I'm replying to Van Snyder because one of his paragraphs makes me unsure
of what should happen in F95.
As in much of the previous discussion, I programmed on IBM machines back
in the 1960's where we overlayed COMMON and routines.
> This may be confusing because, although true, the passage you quote from
> the LF95 manual, is only half of the story. The important distinction is
> "can" instead of "does".
>
> Common variables are allowed to become undefined if no scoping unit that
> accesses the common block is in execution. So if the main program calls
> A and A calls B, and A and B declare the same common block, but don't give
> it the SAVE attribute, and it's not declared in the main program, the values
> defined in it by A and B remain defined until A returns to the main program.
> At that instant the processor is permitted to undefine the varables in the
> common block. It IS NOT allowed to undefine the common variables when B
> returns because A is still "in execution."
>
> If a variable becomes storage associated with another variable that has
> different type -- either by equivalence or common, assigning to one causes
> the other to become undefined, atleast in the sense that the value has a
> meaning defined by the standard.
>
> The same story holds for module variables.
I've left all of the above in, but know wonder if my understanding is
correct. I believe that in F95, any local variable declared with data,
either on the type declaration or in a DATA statement is "saved". What
happens with COMMON declared in BLOCK DATA routines? Are they assumed
declared at the highest level, or at teh level in which they first appear?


* About this exercise *
What is the number of lines in this data that contain the word "Local"? Give the number alone.

[Opening Dataset excerpts section]

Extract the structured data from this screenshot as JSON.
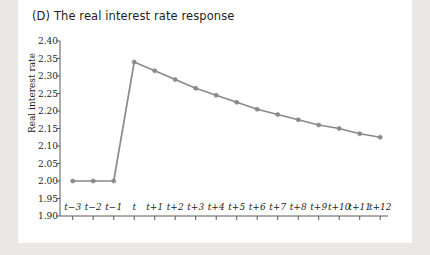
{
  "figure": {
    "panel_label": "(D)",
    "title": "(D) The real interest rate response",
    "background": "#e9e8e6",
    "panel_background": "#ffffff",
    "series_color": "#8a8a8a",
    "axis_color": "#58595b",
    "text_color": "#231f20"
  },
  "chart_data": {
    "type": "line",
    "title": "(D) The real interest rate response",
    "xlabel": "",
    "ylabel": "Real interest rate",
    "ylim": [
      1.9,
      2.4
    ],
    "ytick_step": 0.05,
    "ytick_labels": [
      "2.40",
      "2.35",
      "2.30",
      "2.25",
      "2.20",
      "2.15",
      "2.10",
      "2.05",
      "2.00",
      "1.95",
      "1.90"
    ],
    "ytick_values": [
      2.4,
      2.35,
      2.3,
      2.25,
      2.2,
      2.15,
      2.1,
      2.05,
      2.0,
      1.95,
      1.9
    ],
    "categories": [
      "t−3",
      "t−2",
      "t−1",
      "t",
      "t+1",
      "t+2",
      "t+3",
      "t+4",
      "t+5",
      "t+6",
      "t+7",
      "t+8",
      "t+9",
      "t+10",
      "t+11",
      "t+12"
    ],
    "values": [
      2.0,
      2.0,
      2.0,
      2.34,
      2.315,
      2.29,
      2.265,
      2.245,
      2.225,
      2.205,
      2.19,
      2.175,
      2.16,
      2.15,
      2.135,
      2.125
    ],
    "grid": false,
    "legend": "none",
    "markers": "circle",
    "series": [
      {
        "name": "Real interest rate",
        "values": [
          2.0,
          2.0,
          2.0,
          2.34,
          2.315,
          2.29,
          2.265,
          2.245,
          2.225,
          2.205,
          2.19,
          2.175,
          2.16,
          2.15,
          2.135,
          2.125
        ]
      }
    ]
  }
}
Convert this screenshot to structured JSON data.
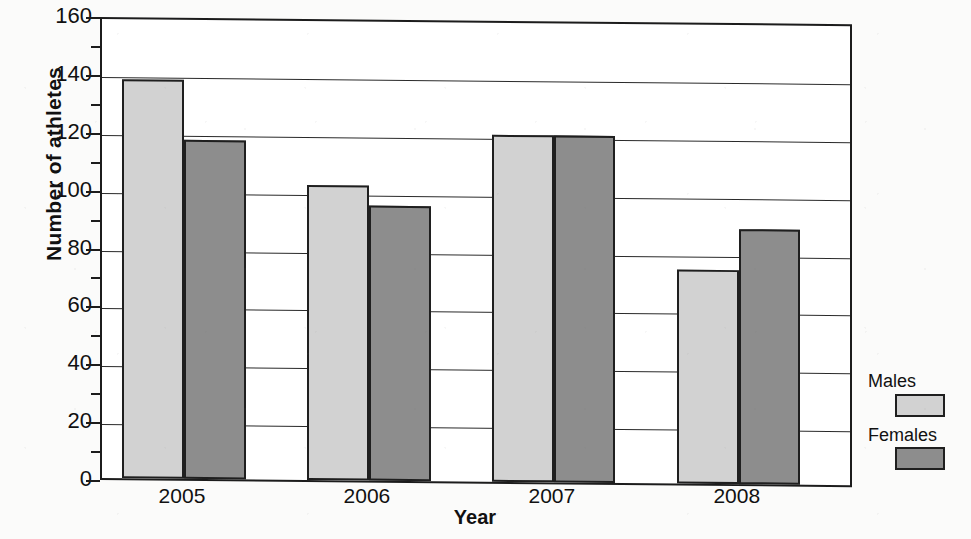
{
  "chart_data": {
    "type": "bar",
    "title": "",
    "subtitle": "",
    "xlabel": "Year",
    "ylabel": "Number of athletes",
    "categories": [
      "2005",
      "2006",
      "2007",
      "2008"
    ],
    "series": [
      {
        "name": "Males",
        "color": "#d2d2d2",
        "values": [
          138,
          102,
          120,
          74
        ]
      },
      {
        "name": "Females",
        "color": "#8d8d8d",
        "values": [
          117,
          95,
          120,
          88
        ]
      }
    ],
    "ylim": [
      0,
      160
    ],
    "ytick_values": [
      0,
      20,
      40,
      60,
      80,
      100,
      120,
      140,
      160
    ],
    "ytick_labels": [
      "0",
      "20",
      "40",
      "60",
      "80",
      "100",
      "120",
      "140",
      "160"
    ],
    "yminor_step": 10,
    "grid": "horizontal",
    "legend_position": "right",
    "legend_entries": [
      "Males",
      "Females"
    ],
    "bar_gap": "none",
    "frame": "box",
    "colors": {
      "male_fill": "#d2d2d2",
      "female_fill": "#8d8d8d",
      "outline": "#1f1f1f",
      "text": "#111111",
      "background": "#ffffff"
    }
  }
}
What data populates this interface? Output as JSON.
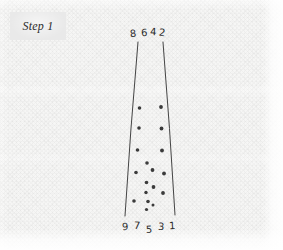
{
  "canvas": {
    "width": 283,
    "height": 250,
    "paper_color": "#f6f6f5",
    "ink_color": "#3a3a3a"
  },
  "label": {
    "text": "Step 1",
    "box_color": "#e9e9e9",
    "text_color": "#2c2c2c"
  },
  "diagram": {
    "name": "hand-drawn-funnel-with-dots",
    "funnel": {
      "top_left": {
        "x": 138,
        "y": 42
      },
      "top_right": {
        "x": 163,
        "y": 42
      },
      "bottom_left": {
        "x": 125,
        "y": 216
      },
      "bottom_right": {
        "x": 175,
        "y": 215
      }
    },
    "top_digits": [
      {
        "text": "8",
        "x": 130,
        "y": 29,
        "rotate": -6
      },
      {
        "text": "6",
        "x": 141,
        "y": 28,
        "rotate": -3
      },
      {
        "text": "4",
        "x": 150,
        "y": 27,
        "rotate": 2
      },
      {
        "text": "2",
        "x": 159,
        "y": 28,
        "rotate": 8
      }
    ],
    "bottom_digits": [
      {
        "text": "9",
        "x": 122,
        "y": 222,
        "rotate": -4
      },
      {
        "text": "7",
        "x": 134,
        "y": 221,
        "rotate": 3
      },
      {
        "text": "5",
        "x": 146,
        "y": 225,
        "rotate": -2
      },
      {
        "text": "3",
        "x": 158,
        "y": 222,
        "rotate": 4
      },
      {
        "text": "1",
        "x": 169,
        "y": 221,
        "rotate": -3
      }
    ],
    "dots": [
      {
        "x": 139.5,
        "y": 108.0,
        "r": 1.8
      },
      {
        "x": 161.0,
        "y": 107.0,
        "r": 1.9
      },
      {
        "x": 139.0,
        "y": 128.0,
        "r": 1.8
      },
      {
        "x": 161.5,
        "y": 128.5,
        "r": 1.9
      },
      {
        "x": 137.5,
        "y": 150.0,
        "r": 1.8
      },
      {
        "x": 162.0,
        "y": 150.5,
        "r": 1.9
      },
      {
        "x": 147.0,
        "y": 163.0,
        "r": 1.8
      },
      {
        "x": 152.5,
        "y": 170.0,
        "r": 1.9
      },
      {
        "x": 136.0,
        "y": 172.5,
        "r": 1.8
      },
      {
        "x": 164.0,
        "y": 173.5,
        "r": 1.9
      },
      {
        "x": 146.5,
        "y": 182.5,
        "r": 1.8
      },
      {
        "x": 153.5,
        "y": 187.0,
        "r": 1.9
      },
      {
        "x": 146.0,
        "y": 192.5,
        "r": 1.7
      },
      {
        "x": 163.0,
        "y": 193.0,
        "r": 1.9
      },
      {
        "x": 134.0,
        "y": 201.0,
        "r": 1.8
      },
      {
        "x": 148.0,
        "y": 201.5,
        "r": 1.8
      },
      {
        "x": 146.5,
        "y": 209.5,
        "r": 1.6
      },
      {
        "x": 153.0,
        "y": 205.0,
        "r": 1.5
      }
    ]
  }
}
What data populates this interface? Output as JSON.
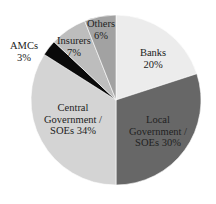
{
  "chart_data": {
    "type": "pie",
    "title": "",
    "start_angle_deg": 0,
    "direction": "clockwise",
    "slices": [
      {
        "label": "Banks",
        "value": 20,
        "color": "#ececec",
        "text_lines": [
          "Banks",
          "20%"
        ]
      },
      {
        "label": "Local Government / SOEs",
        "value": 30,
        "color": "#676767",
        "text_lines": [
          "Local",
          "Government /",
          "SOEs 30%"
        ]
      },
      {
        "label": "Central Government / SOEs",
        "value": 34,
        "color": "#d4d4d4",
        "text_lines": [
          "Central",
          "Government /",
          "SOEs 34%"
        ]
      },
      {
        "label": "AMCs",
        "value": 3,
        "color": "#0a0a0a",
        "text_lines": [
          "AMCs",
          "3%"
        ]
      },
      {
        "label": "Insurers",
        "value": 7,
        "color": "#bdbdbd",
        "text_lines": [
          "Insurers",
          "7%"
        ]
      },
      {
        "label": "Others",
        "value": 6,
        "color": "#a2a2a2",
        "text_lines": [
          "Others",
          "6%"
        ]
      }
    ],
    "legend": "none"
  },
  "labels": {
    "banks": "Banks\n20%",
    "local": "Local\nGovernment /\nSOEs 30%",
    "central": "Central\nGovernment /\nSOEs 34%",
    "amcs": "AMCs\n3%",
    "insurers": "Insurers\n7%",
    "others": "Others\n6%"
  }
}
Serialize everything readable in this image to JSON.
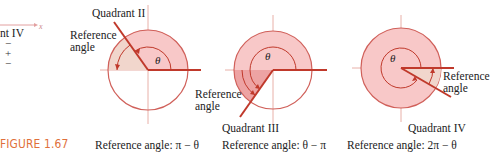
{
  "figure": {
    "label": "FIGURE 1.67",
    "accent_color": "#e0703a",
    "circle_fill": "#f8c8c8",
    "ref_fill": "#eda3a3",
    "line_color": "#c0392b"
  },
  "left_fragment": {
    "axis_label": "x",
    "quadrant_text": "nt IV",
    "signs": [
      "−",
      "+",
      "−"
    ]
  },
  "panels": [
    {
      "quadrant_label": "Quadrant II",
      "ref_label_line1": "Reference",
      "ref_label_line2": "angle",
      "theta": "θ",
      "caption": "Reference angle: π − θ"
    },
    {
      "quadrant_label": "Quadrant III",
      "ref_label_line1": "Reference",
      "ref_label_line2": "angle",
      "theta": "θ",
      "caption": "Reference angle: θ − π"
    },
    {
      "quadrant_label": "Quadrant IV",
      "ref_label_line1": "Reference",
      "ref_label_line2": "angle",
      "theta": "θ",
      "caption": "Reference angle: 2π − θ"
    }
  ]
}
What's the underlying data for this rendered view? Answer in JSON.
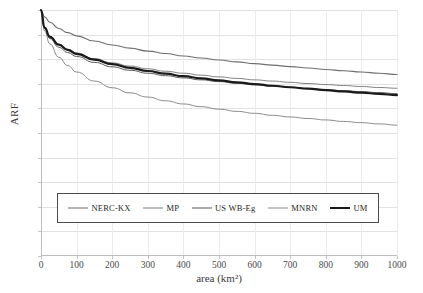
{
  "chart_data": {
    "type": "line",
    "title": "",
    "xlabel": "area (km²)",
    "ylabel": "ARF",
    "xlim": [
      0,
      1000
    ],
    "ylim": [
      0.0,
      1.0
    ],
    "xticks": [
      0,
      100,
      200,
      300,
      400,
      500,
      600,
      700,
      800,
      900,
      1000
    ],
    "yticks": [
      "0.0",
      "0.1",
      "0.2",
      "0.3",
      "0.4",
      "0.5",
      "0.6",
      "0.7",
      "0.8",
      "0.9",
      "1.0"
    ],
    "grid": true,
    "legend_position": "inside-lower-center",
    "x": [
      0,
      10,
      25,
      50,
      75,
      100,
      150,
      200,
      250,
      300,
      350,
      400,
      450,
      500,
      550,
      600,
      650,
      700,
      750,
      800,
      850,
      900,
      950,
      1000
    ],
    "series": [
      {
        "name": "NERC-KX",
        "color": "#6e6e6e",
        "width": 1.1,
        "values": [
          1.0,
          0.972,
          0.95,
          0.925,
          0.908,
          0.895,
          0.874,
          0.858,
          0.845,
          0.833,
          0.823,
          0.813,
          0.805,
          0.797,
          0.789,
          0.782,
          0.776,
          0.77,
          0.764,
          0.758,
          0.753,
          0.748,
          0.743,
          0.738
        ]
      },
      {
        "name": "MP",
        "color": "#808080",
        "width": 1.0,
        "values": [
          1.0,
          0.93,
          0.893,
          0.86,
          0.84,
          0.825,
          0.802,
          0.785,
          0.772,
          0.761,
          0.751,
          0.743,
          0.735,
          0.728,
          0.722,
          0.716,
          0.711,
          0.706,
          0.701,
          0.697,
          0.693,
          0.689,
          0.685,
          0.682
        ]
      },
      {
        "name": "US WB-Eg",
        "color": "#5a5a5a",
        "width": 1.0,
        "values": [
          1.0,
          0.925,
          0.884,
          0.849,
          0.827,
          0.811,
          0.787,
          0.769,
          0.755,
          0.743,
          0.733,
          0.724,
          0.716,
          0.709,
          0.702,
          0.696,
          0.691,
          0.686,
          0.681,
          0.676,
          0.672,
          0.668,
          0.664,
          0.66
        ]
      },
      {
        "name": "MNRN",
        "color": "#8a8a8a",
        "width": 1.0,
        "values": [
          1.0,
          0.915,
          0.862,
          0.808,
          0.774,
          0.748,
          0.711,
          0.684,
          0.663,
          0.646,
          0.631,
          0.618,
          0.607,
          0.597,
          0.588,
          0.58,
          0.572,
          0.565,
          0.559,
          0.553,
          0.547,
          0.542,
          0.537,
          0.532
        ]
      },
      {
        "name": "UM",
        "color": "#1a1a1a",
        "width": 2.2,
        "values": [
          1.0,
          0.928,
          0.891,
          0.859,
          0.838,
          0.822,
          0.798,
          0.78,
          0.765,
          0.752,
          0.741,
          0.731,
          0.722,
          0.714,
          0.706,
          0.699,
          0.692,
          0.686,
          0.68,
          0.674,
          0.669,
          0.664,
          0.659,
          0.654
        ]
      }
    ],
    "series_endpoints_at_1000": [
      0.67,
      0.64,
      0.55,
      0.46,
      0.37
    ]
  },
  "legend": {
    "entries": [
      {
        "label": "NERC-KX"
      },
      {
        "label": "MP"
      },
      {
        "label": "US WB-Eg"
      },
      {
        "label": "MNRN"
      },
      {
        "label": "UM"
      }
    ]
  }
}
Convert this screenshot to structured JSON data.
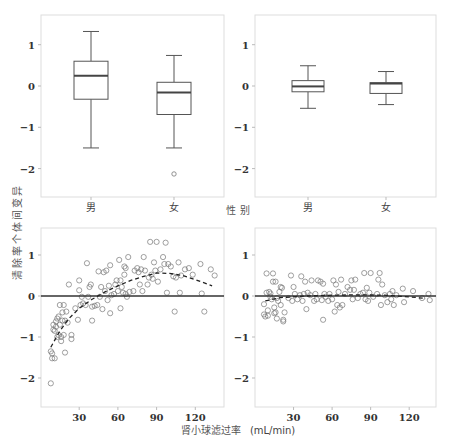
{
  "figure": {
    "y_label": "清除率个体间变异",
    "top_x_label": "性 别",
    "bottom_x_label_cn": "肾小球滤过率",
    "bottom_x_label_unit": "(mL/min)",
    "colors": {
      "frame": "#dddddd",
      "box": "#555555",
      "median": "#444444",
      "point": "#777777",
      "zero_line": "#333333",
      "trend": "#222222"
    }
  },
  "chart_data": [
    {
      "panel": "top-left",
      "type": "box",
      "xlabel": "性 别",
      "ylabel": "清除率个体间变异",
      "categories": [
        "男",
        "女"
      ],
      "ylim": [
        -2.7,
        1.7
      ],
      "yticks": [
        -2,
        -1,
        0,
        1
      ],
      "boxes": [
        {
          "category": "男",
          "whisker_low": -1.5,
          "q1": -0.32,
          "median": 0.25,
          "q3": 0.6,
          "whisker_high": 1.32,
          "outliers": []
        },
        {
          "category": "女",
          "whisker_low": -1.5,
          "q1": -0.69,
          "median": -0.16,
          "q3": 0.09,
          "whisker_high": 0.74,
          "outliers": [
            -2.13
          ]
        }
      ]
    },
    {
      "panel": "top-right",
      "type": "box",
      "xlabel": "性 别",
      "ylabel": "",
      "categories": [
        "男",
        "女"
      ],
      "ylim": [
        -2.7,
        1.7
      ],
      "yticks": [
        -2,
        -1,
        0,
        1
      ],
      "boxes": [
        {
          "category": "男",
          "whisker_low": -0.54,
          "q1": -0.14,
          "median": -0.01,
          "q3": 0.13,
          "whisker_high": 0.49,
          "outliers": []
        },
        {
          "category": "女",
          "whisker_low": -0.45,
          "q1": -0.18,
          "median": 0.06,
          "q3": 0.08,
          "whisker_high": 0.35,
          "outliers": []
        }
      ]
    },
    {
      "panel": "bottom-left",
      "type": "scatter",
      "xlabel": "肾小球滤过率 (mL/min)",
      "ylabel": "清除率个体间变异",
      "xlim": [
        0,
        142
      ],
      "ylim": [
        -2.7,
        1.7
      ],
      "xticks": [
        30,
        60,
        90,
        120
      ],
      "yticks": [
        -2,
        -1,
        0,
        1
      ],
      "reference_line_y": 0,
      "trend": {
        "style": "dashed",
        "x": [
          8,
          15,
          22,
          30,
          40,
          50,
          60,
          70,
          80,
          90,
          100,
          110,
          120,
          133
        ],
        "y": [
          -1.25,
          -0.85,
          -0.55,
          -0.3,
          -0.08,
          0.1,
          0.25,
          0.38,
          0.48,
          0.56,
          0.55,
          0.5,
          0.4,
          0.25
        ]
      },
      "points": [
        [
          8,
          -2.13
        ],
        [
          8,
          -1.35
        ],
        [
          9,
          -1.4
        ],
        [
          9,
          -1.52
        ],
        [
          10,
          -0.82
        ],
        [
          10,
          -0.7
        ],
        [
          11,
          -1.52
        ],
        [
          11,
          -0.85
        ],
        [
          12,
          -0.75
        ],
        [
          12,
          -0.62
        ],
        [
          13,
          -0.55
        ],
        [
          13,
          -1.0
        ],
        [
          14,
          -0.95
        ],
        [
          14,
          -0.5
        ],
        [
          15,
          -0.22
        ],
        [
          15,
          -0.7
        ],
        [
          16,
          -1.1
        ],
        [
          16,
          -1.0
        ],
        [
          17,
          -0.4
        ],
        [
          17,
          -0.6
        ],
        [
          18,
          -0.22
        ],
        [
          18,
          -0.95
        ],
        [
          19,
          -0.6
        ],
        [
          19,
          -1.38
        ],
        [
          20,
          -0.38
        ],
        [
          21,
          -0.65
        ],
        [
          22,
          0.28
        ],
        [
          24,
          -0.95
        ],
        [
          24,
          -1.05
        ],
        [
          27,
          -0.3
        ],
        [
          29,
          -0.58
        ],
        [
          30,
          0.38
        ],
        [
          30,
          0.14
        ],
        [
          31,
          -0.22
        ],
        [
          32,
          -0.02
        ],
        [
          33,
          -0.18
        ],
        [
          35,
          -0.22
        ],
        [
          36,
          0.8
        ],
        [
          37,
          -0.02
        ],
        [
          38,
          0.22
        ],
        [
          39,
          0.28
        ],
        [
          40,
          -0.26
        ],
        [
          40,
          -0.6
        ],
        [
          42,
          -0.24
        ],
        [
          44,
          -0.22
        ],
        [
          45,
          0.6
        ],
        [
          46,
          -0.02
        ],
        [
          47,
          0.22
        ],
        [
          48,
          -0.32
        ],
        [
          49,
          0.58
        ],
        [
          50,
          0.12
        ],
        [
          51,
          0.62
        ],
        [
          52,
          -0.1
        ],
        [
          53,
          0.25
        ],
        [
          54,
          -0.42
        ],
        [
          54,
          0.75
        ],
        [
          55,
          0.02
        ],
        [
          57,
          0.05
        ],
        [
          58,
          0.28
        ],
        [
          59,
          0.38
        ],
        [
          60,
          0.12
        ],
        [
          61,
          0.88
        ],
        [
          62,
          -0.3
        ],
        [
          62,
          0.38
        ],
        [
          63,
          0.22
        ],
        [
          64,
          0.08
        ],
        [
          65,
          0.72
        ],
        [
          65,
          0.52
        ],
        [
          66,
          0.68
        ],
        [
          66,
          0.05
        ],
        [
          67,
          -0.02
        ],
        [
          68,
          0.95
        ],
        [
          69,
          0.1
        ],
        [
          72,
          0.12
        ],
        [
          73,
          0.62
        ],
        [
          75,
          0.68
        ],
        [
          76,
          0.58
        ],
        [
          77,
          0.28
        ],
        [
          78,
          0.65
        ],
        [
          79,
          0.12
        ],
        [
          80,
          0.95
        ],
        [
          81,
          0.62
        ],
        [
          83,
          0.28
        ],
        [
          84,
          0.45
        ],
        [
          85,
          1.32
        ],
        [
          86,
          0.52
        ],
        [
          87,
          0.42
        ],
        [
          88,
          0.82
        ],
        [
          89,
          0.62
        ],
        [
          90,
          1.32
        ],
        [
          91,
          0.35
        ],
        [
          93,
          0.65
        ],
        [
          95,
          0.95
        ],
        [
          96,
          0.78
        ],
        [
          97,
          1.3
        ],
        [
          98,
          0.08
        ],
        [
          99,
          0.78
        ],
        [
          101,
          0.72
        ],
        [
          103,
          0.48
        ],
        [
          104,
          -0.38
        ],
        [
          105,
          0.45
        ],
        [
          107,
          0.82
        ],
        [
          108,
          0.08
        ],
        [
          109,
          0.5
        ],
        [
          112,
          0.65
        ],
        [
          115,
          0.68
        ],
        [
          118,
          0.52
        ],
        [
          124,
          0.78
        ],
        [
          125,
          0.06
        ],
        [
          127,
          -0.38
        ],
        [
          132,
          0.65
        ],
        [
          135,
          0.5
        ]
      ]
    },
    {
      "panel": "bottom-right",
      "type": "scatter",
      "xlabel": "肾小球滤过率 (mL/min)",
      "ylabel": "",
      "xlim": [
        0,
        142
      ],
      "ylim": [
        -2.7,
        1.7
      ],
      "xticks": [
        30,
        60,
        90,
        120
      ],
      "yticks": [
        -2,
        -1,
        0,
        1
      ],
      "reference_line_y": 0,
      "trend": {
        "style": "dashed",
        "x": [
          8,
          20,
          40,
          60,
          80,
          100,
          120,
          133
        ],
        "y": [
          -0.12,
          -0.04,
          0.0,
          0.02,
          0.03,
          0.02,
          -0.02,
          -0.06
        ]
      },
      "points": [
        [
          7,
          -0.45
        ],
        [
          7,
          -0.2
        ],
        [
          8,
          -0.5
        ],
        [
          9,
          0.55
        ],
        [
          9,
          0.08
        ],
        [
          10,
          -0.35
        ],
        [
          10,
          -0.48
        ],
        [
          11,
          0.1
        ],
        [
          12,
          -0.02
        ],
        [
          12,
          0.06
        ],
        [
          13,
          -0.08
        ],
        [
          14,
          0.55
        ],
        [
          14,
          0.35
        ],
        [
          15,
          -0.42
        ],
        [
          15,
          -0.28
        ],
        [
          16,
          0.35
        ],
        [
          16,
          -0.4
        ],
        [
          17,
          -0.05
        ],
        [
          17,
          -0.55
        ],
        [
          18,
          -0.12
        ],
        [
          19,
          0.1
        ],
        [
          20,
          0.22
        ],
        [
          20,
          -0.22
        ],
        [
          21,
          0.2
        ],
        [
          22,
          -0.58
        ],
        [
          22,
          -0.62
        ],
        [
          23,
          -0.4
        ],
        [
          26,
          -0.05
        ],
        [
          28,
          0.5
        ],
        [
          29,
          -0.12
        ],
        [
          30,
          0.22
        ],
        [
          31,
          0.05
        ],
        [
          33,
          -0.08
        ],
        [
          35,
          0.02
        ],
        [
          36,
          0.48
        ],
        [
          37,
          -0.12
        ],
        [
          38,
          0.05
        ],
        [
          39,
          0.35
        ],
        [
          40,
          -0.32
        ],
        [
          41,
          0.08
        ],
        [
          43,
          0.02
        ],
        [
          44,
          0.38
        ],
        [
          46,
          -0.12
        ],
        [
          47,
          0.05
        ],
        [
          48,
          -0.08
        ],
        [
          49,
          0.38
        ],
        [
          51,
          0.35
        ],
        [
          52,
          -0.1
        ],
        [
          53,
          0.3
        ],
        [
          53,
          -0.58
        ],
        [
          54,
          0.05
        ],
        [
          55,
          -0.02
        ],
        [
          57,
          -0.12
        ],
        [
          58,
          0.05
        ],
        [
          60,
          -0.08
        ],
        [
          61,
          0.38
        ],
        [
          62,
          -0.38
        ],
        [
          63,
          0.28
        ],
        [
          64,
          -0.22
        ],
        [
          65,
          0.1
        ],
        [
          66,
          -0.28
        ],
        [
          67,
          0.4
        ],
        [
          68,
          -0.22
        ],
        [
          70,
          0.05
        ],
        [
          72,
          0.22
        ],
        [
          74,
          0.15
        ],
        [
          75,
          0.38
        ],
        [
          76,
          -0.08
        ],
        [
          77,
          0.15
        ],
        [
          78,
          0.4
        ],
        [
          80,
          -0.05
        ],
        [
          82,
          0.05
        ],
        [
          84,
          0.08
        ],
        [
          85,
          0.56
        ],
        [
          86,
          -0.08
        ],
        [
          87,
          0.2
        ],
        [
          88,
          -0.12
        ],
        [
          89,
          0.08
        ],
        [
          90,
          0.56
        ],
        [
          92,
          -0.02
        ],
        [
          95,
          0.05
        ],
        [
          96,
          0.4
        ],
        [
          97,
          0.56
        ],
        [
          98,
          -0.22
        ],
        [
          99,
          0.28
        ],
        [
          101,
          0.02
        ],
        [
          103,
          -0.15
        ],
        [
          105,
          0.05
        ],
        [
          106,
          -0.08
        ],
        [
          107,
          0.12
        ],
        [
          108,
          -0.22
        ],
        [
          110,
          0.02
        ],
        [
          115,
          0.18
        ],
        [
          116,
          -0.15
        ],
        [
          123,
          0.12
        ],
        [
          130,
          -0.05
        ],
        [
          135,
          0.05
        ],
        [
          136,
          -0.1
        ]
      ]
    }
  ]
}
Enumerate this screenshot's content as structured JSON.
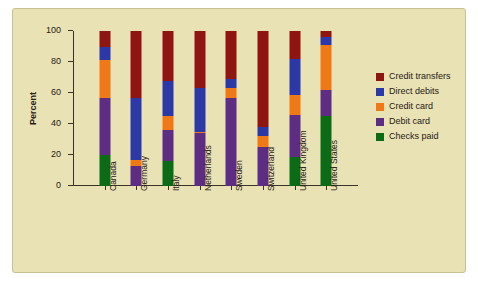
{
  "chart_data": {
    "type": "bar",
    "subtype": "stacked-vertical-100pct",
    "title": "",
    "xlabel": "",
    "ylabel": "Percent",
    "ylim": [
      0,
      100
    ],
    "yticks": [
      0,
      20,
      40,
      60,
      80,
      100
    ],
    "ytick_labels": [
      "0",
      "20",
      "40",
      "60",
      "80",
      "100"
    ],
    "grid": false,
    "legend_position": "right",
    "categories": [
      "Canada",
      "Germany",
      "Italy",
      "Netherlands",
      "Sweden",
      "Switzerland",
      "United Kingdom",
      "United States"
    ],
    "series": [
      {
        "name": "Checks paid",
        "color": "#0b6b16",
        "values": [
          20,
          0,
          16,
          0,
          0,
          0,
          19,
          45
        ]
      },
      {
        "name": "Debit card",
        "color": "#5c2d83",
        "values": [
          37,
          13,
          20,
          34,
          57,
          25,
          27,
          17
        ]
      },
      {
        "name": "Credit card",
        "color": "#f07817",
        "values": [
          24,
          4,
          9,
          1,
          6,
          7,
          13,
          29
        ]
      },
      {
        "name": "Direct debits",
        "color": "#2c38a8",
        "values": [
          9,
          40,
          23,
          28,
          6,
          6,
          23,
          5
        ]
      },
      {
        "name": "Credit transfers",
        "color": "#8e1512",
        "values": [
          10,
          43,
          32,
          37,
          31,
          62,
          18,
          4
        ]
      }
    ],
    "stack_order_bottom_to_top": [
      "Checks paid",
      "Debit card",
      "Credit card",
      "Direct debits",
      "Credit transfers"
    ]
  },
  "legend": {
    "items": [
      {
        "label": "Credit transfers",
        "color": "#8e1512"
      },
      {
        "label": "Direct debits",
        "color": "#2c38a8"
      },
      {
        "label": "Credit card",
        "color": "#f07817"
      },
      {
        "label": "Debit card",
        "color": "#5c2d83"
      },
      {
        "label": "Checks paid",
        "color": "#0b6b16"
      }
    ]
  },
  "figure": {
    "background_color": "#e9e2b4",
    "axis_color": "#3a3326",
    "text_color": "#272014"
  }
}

[Closing Dataset excerpts section]

* The answer *
3